Transactions

Operational Due Diligence

Buyer assessment of management capability, operating systems and execution quality — the workstream that tests whether the management team can deliver the investment thesis, not just what they have delivered historically.

Standard Definition

Operational due diligence (ODD) assesses the operational capability of a target business — specifically management depth, operating systems, execution quality, scalability and the robustness of the value creation thesis. Unlike financial diligence, which assesses historical performance, ODD assesses whether management can deliver the forward operating plan and whether the operating systems support the investment thesis. It is often the most revealing workstream in a diligence process.

Operational pathway

Due DiligenceOperational Due DiligenceFounder DependencySell-Side ReadinessEnterprise Value

Operational Due Diligence looks different depending on your role.

ODD is the workstream where your management team's capability is most directly assessed. Financial diligence looks at historical numbers. Operational diligence looks at future capability. The businesses that perform best in ODD are those where management can articulate how the business operates, what the risks are, and how they are managed — with specificity and commercial intelligence. Vague or defensive responses to operational questions are as damaging as negative financial findings.

ODD is the workstream we weight most heavily in our investment committee assessment. We are asking: does this management team understand their business deeply enough to execute the value creation plan? Can they identify their principal operational risks? Do they know where margin is being lost? Do they have the systems to run a business at the size it needs to be at exit? These answers are not in the financial statements — they are revealed in operational diligence.

ODD is what the operator must be prepared for. Operational diligence will ask questions that management teams without genuine self-awareness cannot answer credibly: where is pricing governance breaking down, what is realised margin by customer, what would change if the founder was not available, how would the business perform if it doubled in size. Operators who have been managing with operational rigour can answer these. Those managing primarily to financial results cannot.

The quality of management's performance in ODD reflects the board's governance approach. A board that has required rigorous operational management, clear accountability and institutional reporting presides over a management team that performs credibly in ODD. A board that has managed loosely finds that management's operational self-awareness is insufficient for the scrutiny sophisticated buyers apply.

Operational due diligence determines whether the investment thesis is credible under scrutiny.

The gap between financial and operational diligence findings is frequently the most significant factor in post-offer price adjustments. Financial diligence confirms or adjusts the EBITDA. Operational diligence assesses whether management can deliver the forward plan. When ODD reveals management capability gaps — insufficient depth, weak systems, poor risk awareness — buyers adjust their investment thesis, not just the price.

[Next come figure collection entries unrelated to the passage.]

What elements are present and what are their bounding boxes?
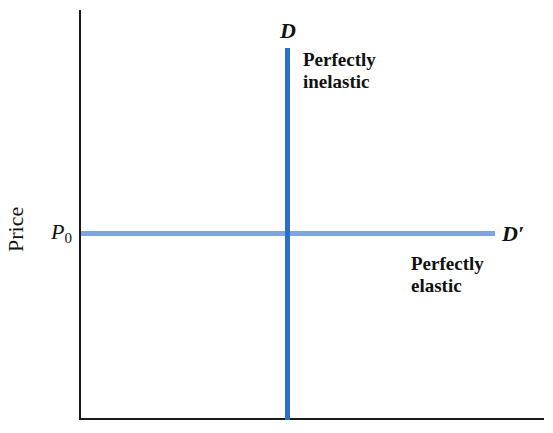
- y-tick-label-p0: P0: [51, 219, 72, 247]
- annotation-line: elastic: [411, 275, 484, 297]
- p0-symbol: P: [51, 219, 64, 244]
- y-axis-label: Price: [3, 207, 29, 252]
- p0-subscript: 0: [64, 230, 72, 246]
- demand-curve-perfectly-inelastic: [285, 48, 290, 420]
- annotation-line: inelastic: [303, 71, 376, 93]
- annotation-line: Perfectly: [303, 49, 376, 71]
- annotation-perfectly-elastic: Perfectly elastic: [411, 253, 484, 297]
- curve-label-d-prime: D′: [502, 221, 524, 247]
- annotation-perfectly-inelastic: Perfectly inelastic: [303, 49, 376, 93]
- annotation-line: Perfectly: [411, 253, 484, 275]
- y-axis: [79, 10, 81, 420]
- curve-label-d: D: [280, 18, 296, 44]
- x-axis: [79, 418, 544, 420]
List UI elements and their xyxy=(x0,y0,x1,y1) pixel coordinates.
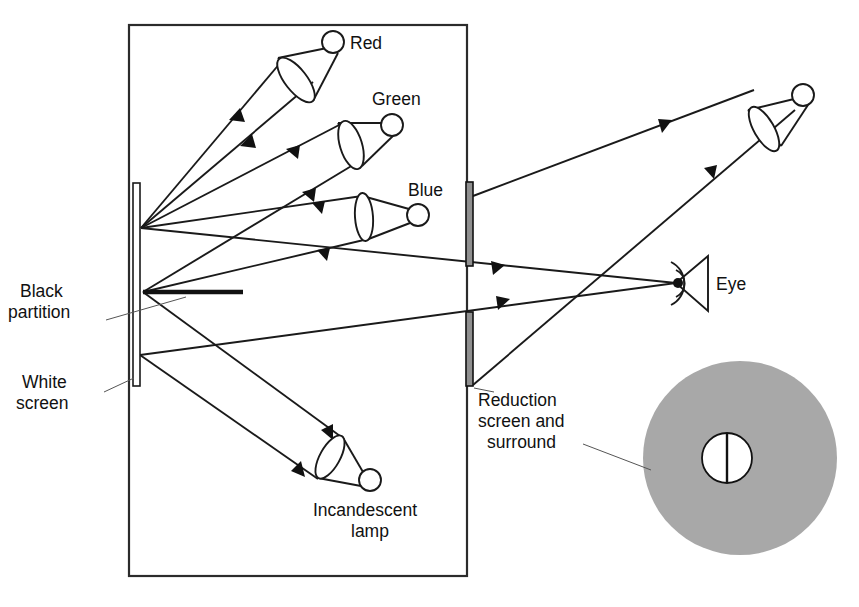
arrowhead-eye-ray-b xyxy=(496,296,510,310)
blue-lamp-label: Blue xyxy=(408,180,443,200)
incandescent-lamp-label-line2: lamp xyxy=(351,521,389,541)
arrowhead-blue-ray-a xyxy=(312,201,325,214)
green-lamp-label: Green xyxy=(372,89,421,109)
blue-lamp-bulb xyxy=(407,204,429,226)
optics-diagram: Red Green Blue Incandescent xyxy=(0,0,859,607)
reduction-field-view xyxy=(643,361,837,555)
eye-symbol: Eye xyxy=(671,256,746,311)
reduction-screen-lower-bar xyxy=(466,312,473,386)
reduction-screen-callout: Reduction screen and surround xyxy=(474,388,651,470)
outer-lamp-bulb xyxy=(792,84,814,106)
reduction-screen-upper-bar xyxy=(466,182,473,266)
reduction-leader-surround xyxy=(583,444,651,470)
outer-lamp-aperture xyxy=(743,102,785,155)
incandescent-lamp: Incandescent lamp xyxy=(310,431,418,541)
blue-lamp-aperture xyxy=(353,192,374,241)
black-partition-label-line1: Black xyxy=(20,281,63,301)
red-lamp: Red xyxy=(271,31,382,108)
white-screen-callout: White screen xyxy=(16,372,134,413)
red-lamp-label: Red xyxy=(350,33,382,53)
green-lamp: Green xyxy=(333,89,420,172)
white-screen-label-line1: White xyxy=(22,372,67,392)
reduction-label-line2: screen and xyxy=(478,411,565,431)
black-partition-leader xyxy=(106,297,186,320)
white-screen-label-line2: screen xyxy=(16,393,69,413)
arrowhead-blue-ray-b xyxy=(317,248,330,261)
eye-pupil xyxy=(673,278,683,288)
reduction-label-line3: surround xyxy=(487,432,556,452)
red-lamp-bulb xyxy=(322,31,344,53)
incandescent-lamp-bulb xyxy=(359,469,381,491)
arrowhead-incandescent-ray-b xyxy=(291,461,305,477)
white-screen xyxy=(133,183,140,386)
black-partition-label-line2: partition xyxy=(8,302,70,322)
green-lamp-aperture xyxy=(333,118,369,172)
arrowhead-red-ray-a xyxy=(229,108,245,122)
ray-group-incandescent xyxy=(140,292,340,479)
blue-lamp: Blue xyxy=(353,180,443,242)
red-lamp-aperture xyxy=(271,52,322,108)
incandescent-lamp-aperture xyxy=(310,431,351,483)
reduction-label-line1: Reduction xyxy=(478,390,557,410)
arrowhead-eye-ray-a xyxy=(491,261,505,275)
eye-label: Eye xyxy=(716,274,746,294)
figure-root: Red Green Blue Incandescent xyxy=(0,0,859,607)
arrowhead-outer-ray-b xyxy=(704,165,717,179)
incandescent-lamp-label-line1: Incandescent xyxy=(313,500,417,520)
green-lamp-bulb xyxy=(381,114,403,136)
black-partition-callout: Black partition xyxy=(8,281,186,322)
arrowhead-outer-ray-a xyxy=(658,119,672,133)
ray-group-outer-lamp xyxy=(473,90,795,385)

ODD also shapes the post-close operating program. Buyers who identify operational gaps include the work required in their integration plan and operating model. Gaps identified in ODD but not disclosed by management create a price adjustment and a trust deficit — both of which are significantly more damaging than voluntary disclosure.

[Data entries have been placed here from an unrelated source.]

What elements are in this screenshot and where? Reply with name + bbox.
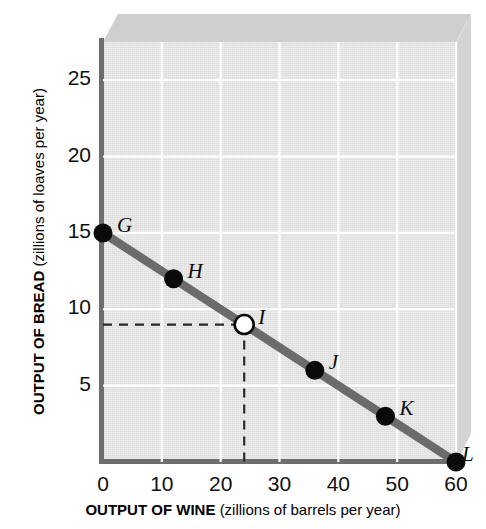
y-tick-label: 25 [45, 66, 91, 90]
x-axis-title-rest: (zillions of barrels per year) [220, 501, 401, 518]
y-axis-title-rest: (zillions of loaves per year) [30, 88, 47, 266]
x-axis-title: OUTPUT OF WINE (zillions of barrels per … [0, 501, 486, 518]
point-label-k: K [399, 396, 413, 421]
origin-tick-label: 0 [80, 472, 126, 496]
y-axis-title: OUTPUT OF BREAD (zillions of loaves per … [30, 32, 47, 472]
x-tick-label: 50 [374, 472, 420, 496]
x-tick-label: 10 [139, 472, 185, 496]
x-axis-title-bold: OUTPUT OF WINE [85, 501, 215, 518]
x-tick-label: 20 [198, 472, 244, 496]
y-tick-label: 15 [45, 219, 91, 243]
point-label-j: J [329, 350, 338, 375]
point-label-i: I [258, 305, 265, 330]
point-label-g: G [117, 213, 132, 238]
y-tick-label: 10 [45, 295, 91, 319]
point-label-l: L [462, 442, 474, 467]
x-tick-label: 30 [257, 472, 303, 496]
y-tick-label: 20 [45, 143, 91, 167]
x-tick-label: 60 [433, 472, 479, 496]
y-axis-title-bold: OUTPUT OF BREAD [30, 271, 47, 415]
point-label-h: H [188, 259, 203, 284]
ppf-chart-figure: 510152025 0102030405060 GHIJKL OUTPUT OF… [0, 0, 486, 529]
y-tick-label: 5 [45, 372, 91, 396]
x-tick-label: 40 [315, 472, 361, 496]
guide-dashed-lines [103, 325, 244, 462]
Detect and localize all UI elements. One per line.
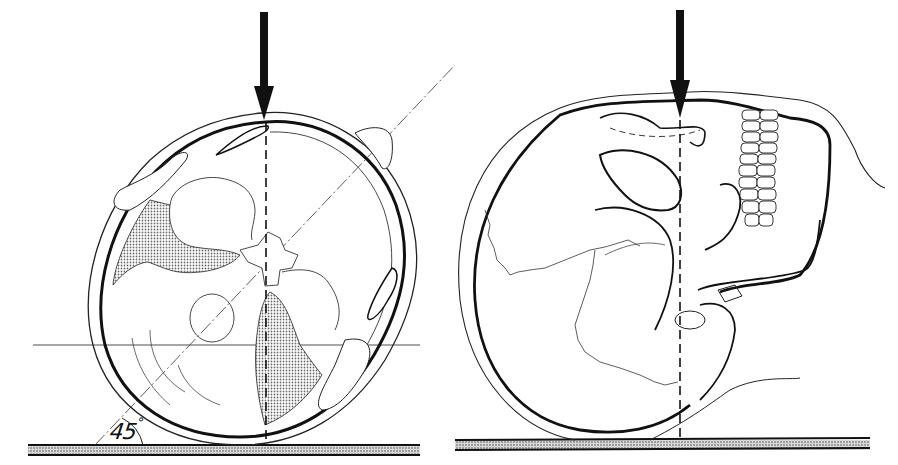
angle-label: 45° [108,419,143,444]
right-teeth [739,110,778,226]
right-zygoma [595,208,673,330]
right-mandible [698,220,820,290]
right-panel [455,10,885,450]
right-floor [455,438,870,450]
left-ear-right [355,128,392,169]
angle-value: 45 [108,419,138,444]
right-orbit [600,150,681,210]
right-suture-lambdoid [575,250,678,385]
left-ear-lower [318,339,369,410]
left-force-arrow-icon [254,12,274,120]
right-scalp-outline [459,92,885,440]
right-maxilla [705,184,740,250]
left-orbit-upper [170,177,255,240]
right-brow-dashed [610,128,700,137]
left-shaded-region-upper [113,200,240,285]
diagram-canvas [0,0,898,465]
left-foramen [190,294,234,342]
right-suture-squamosal [605,243,665,255]
right-brow-ridge [600,113,705,146]
left-skull-outline [101,122,405,437]
left-contour-arc-2 [178,365,220,405]
left-floor [28,445,420,455]
right-neck-outline [650,378,800,440]
right-occipital-condyle [700,304,735,400]
left-contour-arc-1 [150,330,185,392]
left-panel [28,12,455,455]
right-suture-coronal [485,210,640,275]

What shapes operational due diligence inside a business.

Management Capability
Whether the team has the depth, commercial intelligence and operational knowledge to execute the forward plan.
Operating System Maturity
Whether systems, processes and governance support the business at current and projected scale.
Risk Identification
Whether management can identify, describe and manage principal operational risks with specificity.
Scalability
Whether the operating model supports the business at the size embedded in the investment thesis.

How buyers and M&A advisers read this.

See the Buyer and Board perspectives in the stakeholder tab panel above. This is how acquirers, M&A advisers and lenders interpret this term during a transaction — and how it directly affects deal structure, pricing and terms.

Operational due diligence gaps that become value adjustments.

The failure patterns listed above describe how this term most commonly creates value problems for founders — through misunderstanding, mismanagement or mispresentation during a process. Each pattern has a correctable upstream cause.

Where this fits inside the Shape Executive Operating Architecture.

Execution Cadence Doctrine →Operating Architecture →

Proprietary frameworks connected to this concept.

Execution Stability Model™Operational Drift Curve™

Full framework architecture — including deployment specifications and scoring instruments — is documented in the Execution Cadence doctrine.

Architecture Domain Transaction Architecture →

Proprietary frameworks connected to this term.

Where this term fits in the operating architecture.

Diagnostic instruments connected to this term.

Operational evidence connected to this term.

Where this term is encountered operationally.

Operating PartnerOperational Due Diligence Readiness

Operational due diligence evaluates the conditions that determine whether a business is transferable. The findings of an ODD process map directly to the five layers of The Transferability Gap™ Architecture.

Operational Due Diligence
Is Where Management Capability Is Actually Assessed

Financial diligence looks at where the business has been. Operational diligence assesses whether management can deliver where it needs to go. The two outcomes are not always the same.